On January 27th, I wrote:

“The other day I heard someone ask a friend, “So are you really worried about the Wuhan virus?” The reply of “No, I haven’t been a hypochondriac in at least a decade,” made me laugh with recognition. I was the child terrified by the movie Outbreak and the real-life Ebola outbreak, the child who was constantly afraid of contracting HIV even though there were virtually no ways in which I risked doing so, the child so anxious about Brazilian purpuric fever that she seemingly (and nonsensically) willed herself into not getting pinkeye for a decade. Everyone who knew me before college assumes that news about SARS or MERS or coronavirus will send me into high alert.

But as devastating as any virus that causes increased mortality is, I’m no longer a child hypochondriac; those who have known me as an adult know I’m more of an armchair epidemiologist, and that public health would be my alternate career if my life had gone slightly differently. So my roommate was correct when he asked me if I was following the developments because it seemed like something that would interest me.

It is fascinating that the Netflix documentary Pandemic came out right before/as the Wuhan outbreak came to light. Or not – the whole premise of the miniseries is that an animal-to-human flu or respiratory virus like SARS or H1N1 is overdue, and that it’s only a matter of time. Scientists have been working on a universal flu vaccine for years precisely because they know that something like this virus will appear or reappear and eventually one won’t be able to be contained as effectively as SARS and MERS were. But even in the absence of a vaccine, that’s not a cause for panic. This isn’t a hemorrhagic fever with an 80% mortality rate; it’s a heightened version of seasonal flu. I don’t say that to downplay the deaths that have occurred or the care that needs to be taken to attempt containment, but to counter the run on hospital masks and the crashing of the stock market that have resulted from overreaction and fear. “

Now:

Even as a non-hypochondriac adult with well-managed OCD, over the weekend I determined that it was time to be worried. Not panic, but worry. It seems like the combination of Covid (I thought they would go with WORS(E) or WARS, but I know they aim to stay away from place names – even in acronyms – now) being less deadly than SARS/MERS and it having a long, infectious incubation period will combine to make it impossible to contain.

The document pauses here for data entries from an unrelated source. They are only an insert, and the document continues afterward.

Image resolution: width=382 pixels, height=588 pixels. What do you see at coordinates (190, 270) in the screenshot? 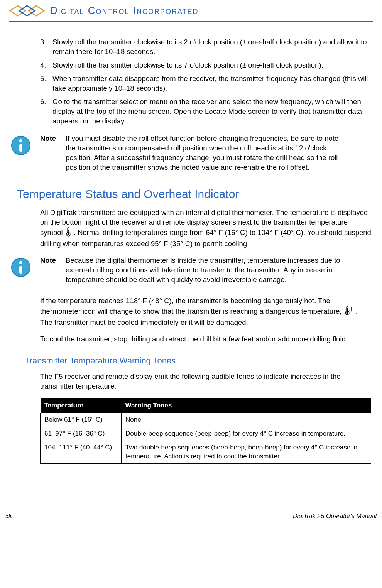
I see `note-block-2: Note Because the digital thermometer is …` at bounding box center [190, 270].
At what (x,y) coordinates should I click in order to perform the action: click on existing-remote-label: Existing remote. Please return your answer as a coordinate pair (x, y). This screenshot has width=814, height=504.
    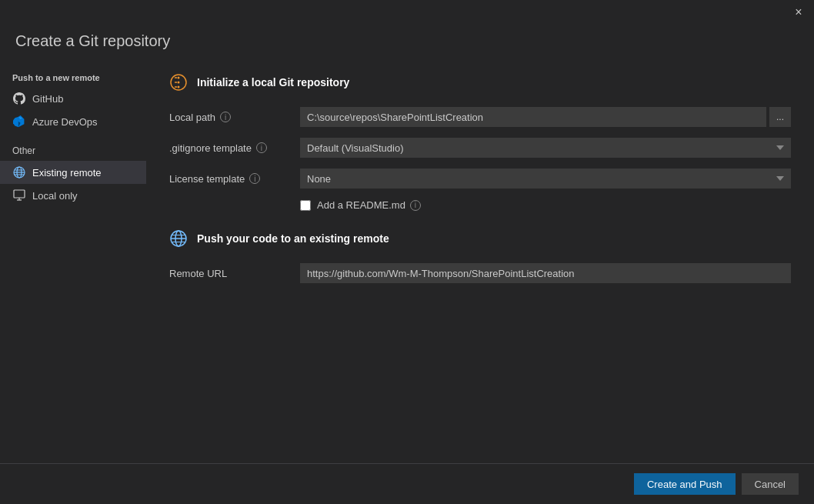
    Looking at the image, I should click on (67, 172).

So…of course that on its own could be hugely devastating, if the published case fatality rates are accurate (they range from .2% for healthy people under forty – but again, that’s a lot of people if the entire population ends up getting it – to 10% in those over 80; 1918 flu pandemic was about 2.5%) – but then the seasonal flu is devastating in terms of lives lost, and many things are devastating, so while I don’t want to minimize case fatality rate of COVID, what concerns me more is that no immunity is conferred by catching/surviving COVID. (There isn’t hard data yet to confirm this, but there are reports of people catching COVID, recovering, and then contracting it again a few weeks later). What? Is that normal for all coronaviruses? Was the the case with SARS? I was operating, for the past six weeks, under the assumption that if you caught COVID and lived through it, as you’re likely to, you never had to worry about it again.

So then I got worried.

There are also unsubstantiated reports of people with reinfections having much worse cases or even permanent organ damage…but again, unsubstantiated. But I can see why people have latched onto it; it’s one thing to go through an ordeal – a serious disease in this case – make it through it, and then regardless of whether you’re unscathed or not, assess the damage. You’re able to know, in most cases, and the diseases that cause silent internal damage (Chagas, eg), aren’t tested for, and take you by surprise are the most frightening to me. And without immunity conferred (if that’s the case, or if the immunity is short-lived)…is the world going to turn into one huge petri dish with everyone passing COVID back and forth, no one permanently immune, until there’s a vaccine?

And then I worry about the election, and whether Trump will try to use this as a means of further dismantling democracy…and then I try to return to a state of alert-but-not-panicked. It’s a work in progress.